From the empty former Woolworths in Margate High Street to boarded-up kebab shops and even abandoned petrol stations, 96 To Go is putting a unique stamp on the world of the diorama.

“I actually got it from my grandad,” says Jerome. “He worked at the Victoria & Albert Museum and used to sometimes make the train-sets for the kids’ museum back in the 70s and 80s.

It is the love of grime, in a way. I quite like walking down the street and seeing what people have thrown out
— Jerome White

“When we would go to his house he had a spare room full of train-sets and a 1930s city. It was also films and television, like Robocop, which was the first step into miniatures for me.”

A passion for Aardman Animations – the people behind Wallace & Gromit and Chicken Run – at school was where Jerome started developing his own skills for creating miniatures, wanting to make props for stop-motion films and television.

But it was upon arriving at the University for Creative Arts in Canterbury where the artist found his niche.

“Everyone on the fine-art course was doing paintings and sculpture, and I had this niche of model-making. And I also liked looking at abandoned buildings, so I decided to mesh the two together. I thought, rather than just photograph the buildings, why not make them so people can view them in a 3D space.”


BEFORE IT’S GONE

Using urban mess as a muse was always quite likely to grab attention – baby bin-bags and tiddly chewing gum aren’t often the focus of fascination. But rather than an ode to the eyesore, 96 To Go’s work is actually a documentation of history born out of a fascination for defacement. 

“I made a piece a few years ago of a chip-shop down in Margate, near the hospital, and Santus Circus had gone through and plastered it with posters, not even a foot apart from each other,” he explains. “That drew me in. It’s how people just stick stuff on disused places and the way the weather is hitting it as well and destroying the place that intrigues me. You never know how long a building will last, it could get renovated or condemned. It’s catching it in the moment.” 

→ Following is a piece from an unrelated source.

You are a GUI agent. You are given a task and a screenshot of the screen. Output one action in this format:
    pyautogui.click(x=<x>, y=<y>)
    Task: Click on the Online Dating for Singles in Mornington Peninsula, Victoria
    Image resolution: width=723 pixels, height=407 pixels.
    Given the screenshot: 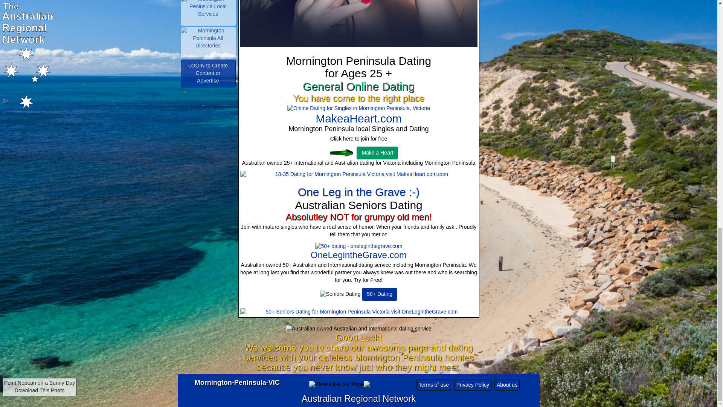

Just like in his scaled-down (usually in 1:12 Dolls House Scale) re-creations, it is the finer details that catch the eye when picking a location to re-create.

“It’s probably the layers of paint that draws me in most,” he says. “Seeing things chip away, revealing layer by layer the different years, when something was repainted, is really interesting to me. 


“If the place is boarded up or falling apart, that gets me. I’m a history person, it’s always a part of the things I do, and it’s very much part of things I want to do in the future, too.”

Following a number of successful exhibitions and some crazy commissions (see the French château that he was asked to re-create), Jerome’s next project will see him take a nostalgic focus on bedrooms of a bygone era… namely the 80s, 90s and 00s.

“It’s a collection of nostalgia pieces playing on our youth and highlighting the things that would have been in kids’ bedrooms at the time. There’s a play on Toys R Us and Woolworths and all the places you’d go and get your stuff.”

At 24, Jerome assures us he does remember Woolworths, but the rest may need a deep dive through Google.

“I was born in 1996 [hence the name 96 To Go], so for the stuff I’m going to be making I wasn’t even around for most of it. It will be some proper research for this show.”

The collection will be available at the Paxton + Glew gallery in Brighton, which already works closely with 96 To Go, selling a number of his individual works, which you can see on his website and social media... but be warned, it’s not always easy to know which is the photograph and which is the artwork.

“That’s my aim,” he says. “I want people to think that the piece is the real place. The closer it is, the better I’ve done my job. That’s how I see it. I want it to be as close as possible when I bring it to the gallery space.”